Some of the same forces have led Americans to believe that the recent success of black immigrants from the Caribbean proves either that racism does not exist or that the gap between African-Americans and other groups in income and wealth is their own fault. But Model’s meticulous study, emphasizing the self-selecting nature of the West Indians who emigrate to the United States, argues otherwise, showing me, a native of racially diverse New York City, how such notions — the foundation of ethnic racism — are unsupported by the facts.

BODY

“Black” and “criminal” are as wedded in America as “star” and “spangled.” Muhammad’s book traces these ideas to the late 19th century, when racist policies led to the disproportionate arrest and incarceration of blacks, igniting urban whites’ fears and bequeathing tenaciously racist stereotypes.

CULTURE

Of course, the black body exists within a wider black culture — one Hurston portrayed with grace and insight in this seminal novel. She defies racist Americans who would standardize the cultures of white people or sanitize, eroticize, erase or assimilate those of blacks.

BEHAVIOR

“We younger Negro artists who create now intend to express our individual dark-skinned selves without fear or shame,” Hughes wrote nearly 100 years ago. “We know we are beautiful. And ugly too.” We are all imperfectly human, and these imperfections are also markers of human equality.

COLOR

Beautiful and hard-working black people come in all shades. If dark people have less it is not because they are less, a moral eloquently conveyed in these two classic novels, stirring explorations of colorism.

WHITENESS

Malcolm X began by adoring whiteness, grew to hate white people and, ultimately, despised the false concept of white superiority — a killer of people of color. And not only them: low- and middle-income white people too, as Metzl’s timely book shows, with its look at Trump-era policies that have unraveled the Affordable Care Act and contributed to rising gun suicide rates and lowered life expectancies.

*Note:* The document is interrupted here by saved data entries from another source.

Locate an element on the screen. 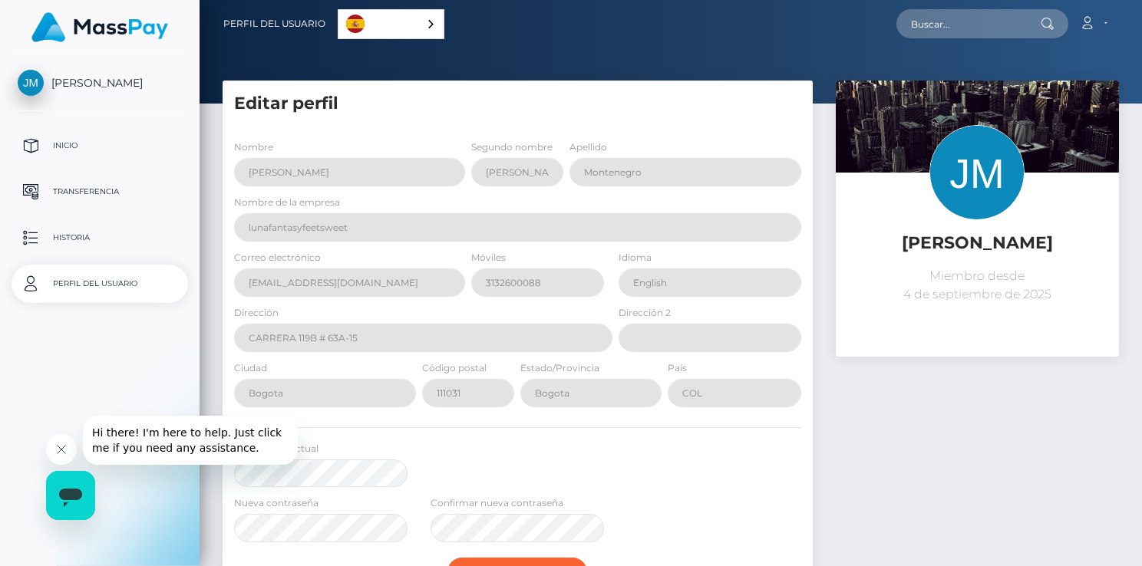  p: Perfil del usuario is located at coordinates (100, 284).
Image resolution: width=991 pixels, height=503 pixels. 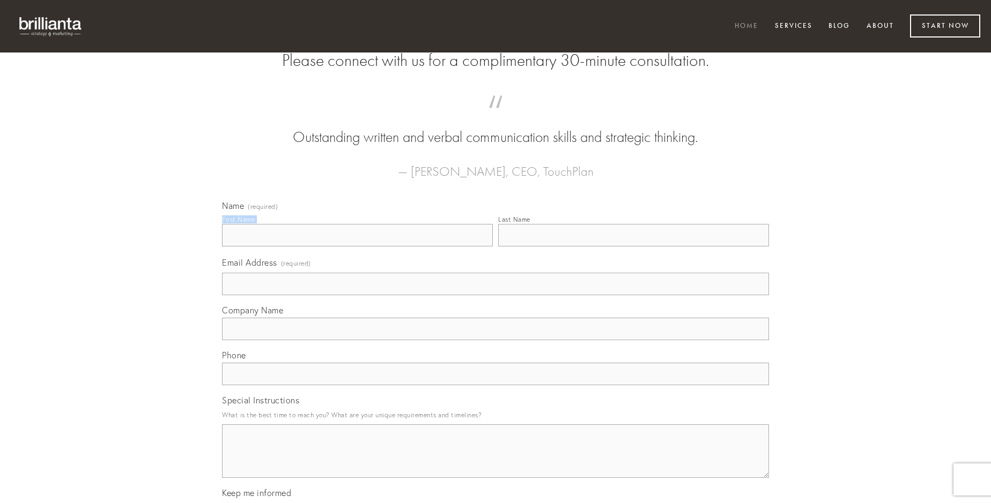 What do you see at coordinates (839, 26) in the screenshot?
I see `a: Blog` at bounding box center [839, 26].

Just as Metzl explains how seemingly pro-white policies are killing whites, Forman explains how blacks themselves abetted the mass incarceration of other blacks, beginning in the 1970s. Amid rising crime rates, black mayors, judges, prosecutors and police chiefs embraced tough-on-crime policies that they promoted as pro-black with tragic consequences for black America.

CLASS

Black America has been economically devastated by what Robinson calls racial capitalism. He chastises white Marxists (and black capitalists) for failing to acknowledge capitalism’s racial character, and for embracing as sufficient an interpretation of history founded on a European vision of class struggle.

SPACES

As racial capitalism deprives black communities of resources, assimilationists ignore or gentrify these same spaces in the name of “development” and “integration.” To be antiracist is not only to promote equity among racial groups, but also among their spaces, something the black power movement of the 1960s and 1970s understood well, as Joseph’s chronicle makes clear.

GENDER

I began my career studying, and too often admiring, activists who demanded black (male) power over black communities, including over black women, whom they placed on pedestals and under their feet. Black feminist literature, including these anthologies, helps us recognize black women “as human, levelly human,” as the Combahee River Collective demanded to be seen in 1977.

SEXUALITY

I grew up in a Christian household thinking there was something abnormal and immoral about queer blacks. My racialized transphobia made Mock’s memoir an agonizing read — just as my racialized homophobia made Lorde’s essays and speeches a challenge. But pain often precedes healing.

Atria, 2014 | Crossing Press, 1984

By not running from the books that pain us, we can allow them to transform us. I ran from antiracist books most of my life. But now I can’t stop running after them — scrutinizing myself and my society, and in the process changing both.

Ibram X. Kendi, a professor and director of the Antiracist Research & Policy Center at American University, is the National Book Award-winning author of “Stamped From the Beginning: The Definitive History of Racist Ideas in America” and the forthcoming “How to Be an Antiracist.”